Definitions, costs and use-cases

Rob Seaman seaman at noao.edu
Sun Sep 23 04:33:32 PDT 2007


Just a few quick comments - we'll have plenty of time to talk at the  
meeting.

On Sep 22, 2007, at 3:12 AM, Norman Gray wrote:

> I think various people _have_ discussed these before, possibly  
> implicitly, but certainly at length,

Very definitely, this has been discussed implicitly at length :-)

> so we can move toward more specific questions, which is where I  
> think Andrea has been trying to herd us.

Yes - specific use cases.  Even Ed admits:  "It will be damn hard to  
get the metadata into shape for this to work."  What would this hard  
work buy us, *specifically*?

> We won't get much from 200-year old dictionary definitions, or  
> technical abstracts from completely different domains  
> (philosophical ethics, as I recall), so here's the standard  
> definition from computer science (all together, class!):
>
>     an ontology is a formal specification of a shared  
> conceptualisation
>
> That is:
>
>     conceptualisation = a set of things/concepts/types, as appropriate
>     shared = ...which at least one other person agrees with
>     specification = ... and which you've written down
>     formal = ...in a machine-readable way

There were two points to bringing Dr.

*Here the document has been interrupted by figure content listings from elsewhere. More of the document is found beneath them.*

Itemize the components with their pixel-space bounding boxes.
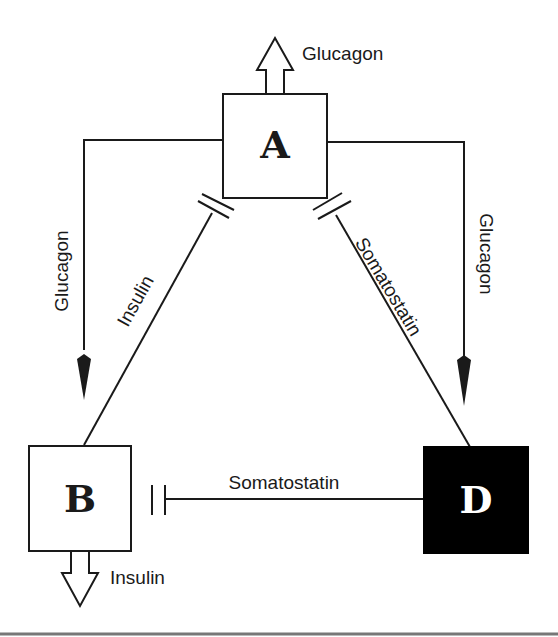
edge-a-to-d-line xyxy=(327,142,464,356)
edge-d-to-a-label: Somatostatin xyxy=(351,234,426,340)
edge-d-to-b: Somatostatin xyxy=(152,472,424,515)
cell-d: D xyxy=(424,447,528,553)
cell-d-label: D xyxy=(460,477,493,522)
cell-b-label: B xyxy=(64,476,96,521)
edge-a-to-b: Glucagon xyxy=(51,140,223,400)
inhibit-bar-icon xyxy=(198,201,229,218)
glucagon-secretion-arrow: Glucagon xyxy=(257,38,383,94)
edge-d-to-a: Somatostatin xyxy=(313,193,470,447)
islet-diagram: A Glucagon Glucagon Glucagon Insulin Som… xyxy=(0,0,558,637)
edge-b-to-a-line xyxy=(84,213,212,445)
edge-a-to-d: Glucagon xyxy=(327,142,497,406)
edge-b-to-a: Insulin xyxy=(84,194,234,445)
cell-b: B xyxy=(29,446,131,551)
hollow-arrow-up-icon xyxy=(257,38,293,94)
edge-a-to-b-label: Glucagon xyxy=(51,230,72,311)
edge-a-to-d-label: Glucagon xyxy=(476,213,497,294)
edge-d-to-b-label: Somatostatin xyxy=(229,472,340,493)
arrowhead-icon xyxy=(457,355,471,406)
cell-a-label: A xyxy=(259,122,290,167)
edge-b-to-a-label: Insulin xyxy=(113,272,158,330)
hollow-arrow-down-icon xyxy=(62,551,98,606)
insulin-secretion-arrow: Insulin xyxy=(62,551,165,606)
arrowhead-icon xyxy=(77,354,91,400)
insulin-secretion-label: Insulin xyxy=(110,567,165,588)
cell-a: A xyxy=(223,94,327,198)
glucagon-secretion-label: Glucagon xyxy=(302,43,383,64)
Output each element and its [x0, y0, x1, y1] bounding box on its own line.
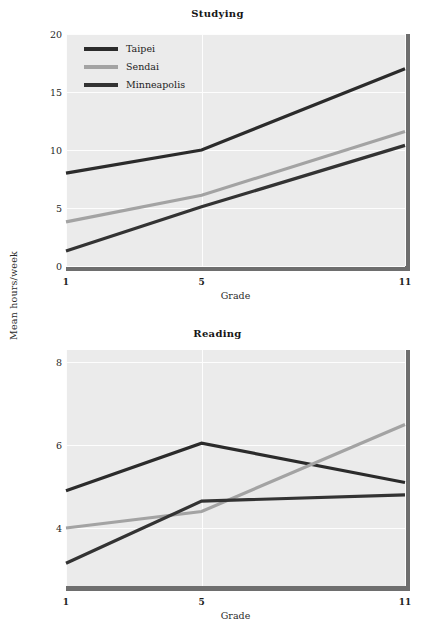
legend-item-label: Minneapolis [126, 80, 185, 90]
y-axis-ticks: 468 [22, 320, 62, 638]
gridline-vertical [405, 34, 406, 266]
y-axis-tick-label: 15 [26, 87, 62, 98]
chart-legend: TaipeiSendaiMinneapolis [84, 42, 185, 91]
y-axis-tick-label: 6 [26, 440, 62, 451]
legend-swatch-icon [84, 65, 118, 69]
y-axis-ticks: 05101520 [22, 0, 62, 318]
y-axis-tick-label: 4 [26, 523, 62, 534]
x-axis-label: Grade [66, 290, 405, 301]
x-axis-label: Grade [66, 610, 405, 621]
x-axis-tick-label: 1 [63, 277, 69, 287]
chart-panel-studying: Studying 05101520 1511 Grade TaipeiSenda… [0, 0, 435, 318]
gridline-horizontal [66, 266, 405, 267]
legend-item-label: Taipei [126, 44, 155, 54]
x-axis-tick-label: 11 [399, 597, 412, 607]
legend-item-label: Sendai [126, 62, 159, 72]
legend-swatch-icon [84, 83, 118, 87]
y-axis-tick-label: 8 [26, 357, 62, 368]
figure: Mean hours/week Studying 05101520 1511 G… [0, 0, 435, 638]
x-axis-tick-label: 11 [399, 277, 412, 287]
y-axis-tick-label: 0 [26, 261, 62, 272]
series-line-minneapolis [66, 495, 405, 563]
y-axis-tick-label: 10 [26, 145, 62, 156]
gridline-vertical [405, 350, 406, 586]
x-axis-tick-label: 5 [198, 277, 204, 287]
series-line-sendai [66, 131, 405, 221]
series-lines [66, 350, 405, 586]
legend-swatch-icon [84, 47, 118, 51]
series-line-taipei [66, 443, 405, 491]
legend-item-sendai[interactable]: Sendai [84, 60, 185, 73]
series-line-sendai [66, 425, 405, 529]
legend-item-minneapolis[interactable]: Minneapolis [84, 78, 185, 91]
plot-area [66, 350, 405, 586]
x-axis-tick-label: 1 [63, 597, 69, 607]
legend-item-taipei[interactable]: Taipei [84, 42, 185, 55]
y-axis-tick-label: 5 [26, 203, 62, 214]
chart-panel-reading: Reading 468 1511 Grade TaipeiSendaiMinne… [0, 320, 435, 638]
series-line-minneapolis [66, 145, 405, 251]
chart-title: Studying [0, 8, 435, 19]
y-axis-tick-label: 20 [26, 29, 62, 40]
x-axis-tick-label: 5 [198, 597, 204, 607]
chart-title: Reading [0, 328, 435, 339]
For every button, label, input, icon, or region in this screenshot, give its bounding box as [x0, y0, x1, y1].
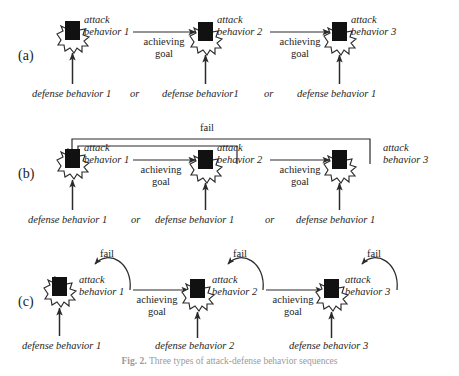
- node-3-attack-label: attack behavior 3: [383, 142, 428, 165]
- node-1-attack-line1: attack: [84, 142, 110, 153]
- transition-1-label: achieving goal: [129, 294, 185, 317]
- fail-label-b: fail: [200, 122, 214, 134]
- node-1-attack-label: attack behavior 1: [84, 142, 129, 165]
- node-2-attack-label: attack behavior 2: [217, 14, 262, 37]
- node-1-defense-label: defense behavior 1: [28, 214, 107, 226]
- transition-2-label: achieving goal: [272, 36, 328, 59]
- node-3-attack-label: attack behavior 3: [345, 274, 390, 297]
- transition-1-line2: goal: [133, 176, 189, 188]
- node-3-defense-label: defense behavior 1: [297, 88, 376, 100]
- node-3-glyph: [324, 150, 356, 183]
- node-3-defense-label: defense behavior 3: [289, 340, 368, 352]
- node-1-attack-line2: behavior 1: [84, 154, 129, 166]
- fail-label-c-1: fail: [100, 248, 114, 260]
- transition-2-line1: achieving: [280, 36, 321, 47]
- node-2-attack-line2: behavior 2: [217, 26, 262, 38]
- transition-2-line1: achieving: [273, 294, 314, 305]
- node-2-attack-line2: behavior 2: [212, 286, 257, 298]
- transition-1-line1: achieving: [144, 36, 185, 47]
- figure-caption-text: Three types of attack-defense behavior s…: [149, 356, 338, 366]
- node-1-defense-label: defense behavior 1: [32, 88, 111, 100]
- node-3-attack-label: attack behavior 3: [351, 14, 396, 37]
- transition-1-line2: goal: [129, 306, 185, 318]
- fail-label-c-2: fail: [233, 248, 247, 260]
- fail-label-c-3: fail: [367, 248, 381, 260]
- transition-2-line2: goal: [265, 306, 321, 318]
- transition-1-line1: achieving: [141, 164, 182, 175]
- transition-1-label: achieving goal: [133, 164, 189, 187]
- panel-c: (c): [0, 236, 459, 354]
- node-3-defense-label: defense behavior 1: [296, 214, 375, 226]
- node-3-attack-line1: attack: [383, 142, 409, 153]
- figure-caption: Fig. 2. Three types of attack-defense be…: [0, 356, 459, 376]
- separator-1: or: [131, 214, 140, 226]
- node-1-attack-label: attack behavior 1: [79, 274, 124, 297]
- figure-container: (a): [0, 0, 459, 376]
- node-1-glyph: [44, 277, 76, 307]
- transition-2-label: achieving goal: [272, 164, 328, 187]
- figure-caption-label: Fig. 2.: [121, 356, 146, 366]
- separator-1: or: [130, 88, 139, 100]
- node-1-attack-line2: behavior 1: [79, 286, 124, 298]
- transition-2-line2: goal: [272, 48, 328, 60]
- transition-1-line2: goal: [136, 48, 192, 60]
- node-2-attack-line1: attack: [212, 274, 238, 285]
- node-2-attack-line1: attack: [217, 142, 243, 153]
- node-2-attack-label: attack behavior 2: [217, 142, 262, 165]
- node-2-attack-line2: behavior 2: [217, 154, 262, 166]
- node-2-glyph: [182, 279, 214, 311]
- node-1-defense-label: defense behavior 1: [22, 340, 101, 352]
- node-1-attack-line1: attack: [84, 14, 110, 25]
- node-2-defense-label: defense behavior 1: [155, 214, 234, 226]
- node-2-defense-label: defense behavior 2: [155, 340, 234, 352]
- transition-1-line1: achieving: [137, 294, 178, 305]
- node-1-attack-line1: attack: [79, 274, 105, 285]
- node-3-attack-line2: behavior 3: [383, 154, 428, 166]
- node-3-attack-line1: attack: [345, 274, 371, 285]
- node-2-attack-line1: attack: [217, 14, 243, 25]
- panel-b: (b): [0, 118, 459, 236]
- node-3-attack-line2: behavior 3: [345, 286, 390, 298]
- node-2-defense-label: defense behavior1: [162, 88, 239, 100]
- node-2-attack-label: attack behavior 2: [212, 274, 257, 297]
- transition-2-label: achieving goal: [265, 294, 321, 317]
- node-1-attack-line2: behavior 1: [84, 26, 129, 38]
- transition-2-line1: achieving: [280, 164, 321, 175]
- separator-2: or: [264, 88, 273, 100]
- transition-1-label: achieving goal: [136, 36, 192, 59]
- node-1-attack-label: attack behavior 1: [84, 14, 129, 37]
- node-3-attack-line1: attack: [351, 14, 377, 25]
- transition-2-line2: goal: [272, 176, 328, 188]
- separator-2: or: [265, 214, 274, 226]
- panel-a: (a): [0, 0, 459, 118]
- node-3-attack-line2: behavior 3: [351, 26, 396, 38]
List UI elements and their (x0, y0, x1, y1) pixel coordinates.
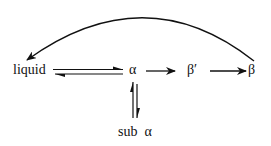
node-sub-alpha: sub α (118, 125, 152, 139)
curved-arrow-beta-to-liquid (27, 18, 254, 61)
node-beta: β (248, 63, 255, 77)
phase-diagram: liquid α β′ β sub α (0, 0, 271, 146)
equilibrium-arrow-alpha-sub-alpha (130, 82, 140, 118)
node-alpha: α (129, 63, 136, 77)
node-beta-prime: β′ (187, 63, 197, 77)
node-liquid: liquid (13, 63, 46, 77)
equilibrium-arrow-liquid-alpha (53, 67, 123, 78)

Johnson into the discussion.   
First, that even when discussing ontology itself, one starts with a  
definition.  Thanks for the improved definition, BTW.  This  
conversation seems to be casting ontology in opposition to  
vocabulary.  That itself seems counterproductive.  Second, the VO has  
to peddle its wares on the astronomical open market.  An astronomer  
will understand keywords and vocabularies.  From what I've seen, they  
won't understand what ontology means.  So either this has to be  
hidden behind something like a vocabulary list - or a domain-specific  
case has to be built for astronomy.

> Costs
>
> [...] handling an ontology requires one of several types of reasoner 
> [1].
> [1] A 'reasoner' is something which, for example, deduce that an  
> instance of a given subtype is also an instance of the type.

So the basic issue is whether the value of such reasoning toward  
performing a specific astronomical task is worth the overhead (in  
various parameters) of a reasoner (and of generating the ontology the  
reasoner is reasoning against).

> Note that not every application necessarily benefits from more  
> expressive structure.

I see we agree.

> Myself, I think that SKOS (taxonomy/thesaurus) provides most of  
> what you really need, and can reasonably acquire, to support  
> searching.  Ed is a more unequivocal enthusiast for OWL.

I see you and Ed disagree.

> The upside, from the point of view of acquisition costs, is that  
> most of the sciences, with their journal keywords, and the  
> systematising mindset of their users, can probably get on to the  
> second rung for free.  The much-lamented lack of interest in the  
> IAU keyword list suggests that getting on to the third rung might  
> be a struggle.

Well, more to the point, this is evidence - predating the VO - that  
such functionality may be a mismatch to the astronomical community.

> Use-cases
>
> Mathilda is reading a paper online.

Thanks for this user scenario - it is a bit complex to be called a  
use case.  And thanks greatly for the insightful discussion.  We're  
assembling in the lobby for a walkabout, so I'll have to ring off  
now.  Perhaps we can continue this at the reception.